6096
Owners' choice:
1551
Owners' choice:
6096
Owners' choice:
1551
Owners' choice:
If you want to increase traction you need to get top tier quality such as blizzak ws90 or michelin ice-x
I have Michelin x-ice on my commuter and the thing is a tank in the snow.
If you end up choosing real winters then Blizzaks or X-Ice genuinely transform the car as I ran Blizzaks on my old RWD coupe when I lived near Ann Arbor and it went from borderline undriveable to genuinely confident on unplowed roads.

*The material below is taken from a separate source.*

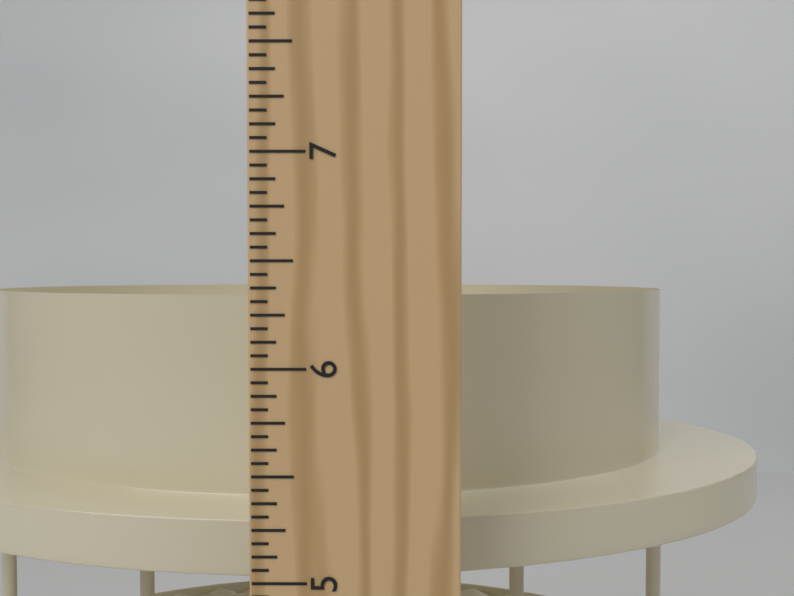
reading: 6.3125 in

Mainer with a 200 here. I actually run Michelin Defender LTX M/S2s on mine year round. M/S = mud & snow.\n\nThey\u2019ve performed really admirably for me in pretty brutal winter conditions we get up here.

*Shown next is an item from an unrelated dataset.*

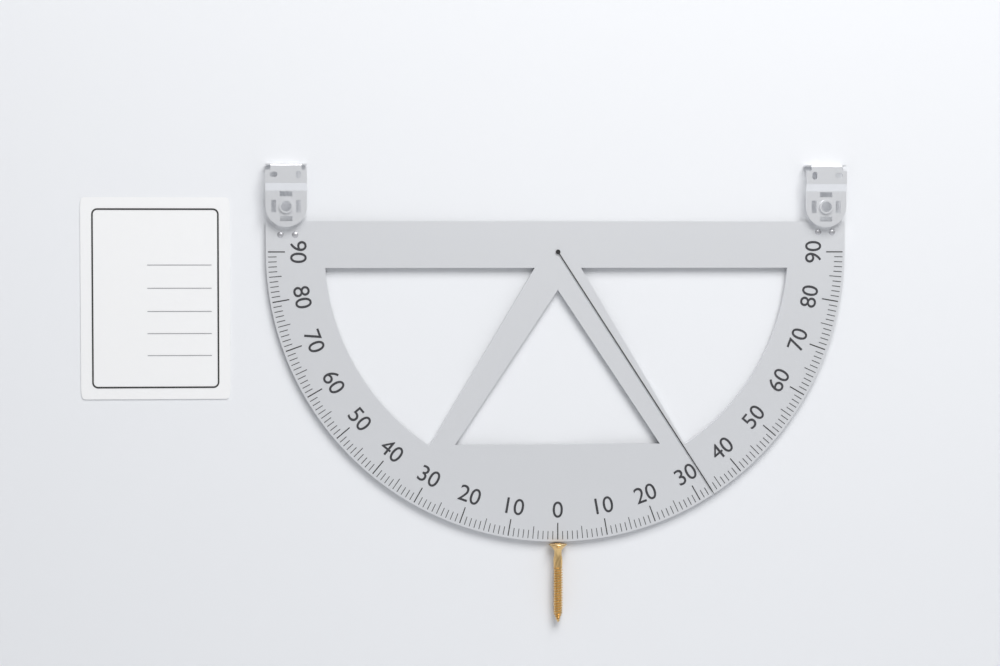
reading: 33 (no unit)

Michelin Pilot Sport 4 All Season. Definitely worth the money of you’re drivin’ in cold weather. Waaay better than the stock Pirelli’s.
We have a 2019 Atlas FWD that is plenty capable for Northern Midwest Winters and last year I put on a set of Michelin CrossClimate2's which really will amp up its capability in snow. I have CC2's on my Jetta and it really has been great, not a ton of deep snow experience with the Atlas with them yet but no concerns.
Bridgestone ecopia 300 is really quiet compared to my stock maxiss tires
I'm using Michelin Primacy SUV+. Tahimik naman yung tires, compared to my previous Yokohama Geolandars. May mga road surface nga lang talaga na di kaya patahimikin but these tires are definitely in the quiet side.
FWIW, Tire Rack tests showed that Pilot Sport A/S 4 had a big impact on EV efficiency.
I’ve had both on my car here in Michigan, the CC2 was awful on packed snow and ice, especially the braking distance. I had them removed because both me and my wife hated them. Yes, they were noisy and very inefficient too.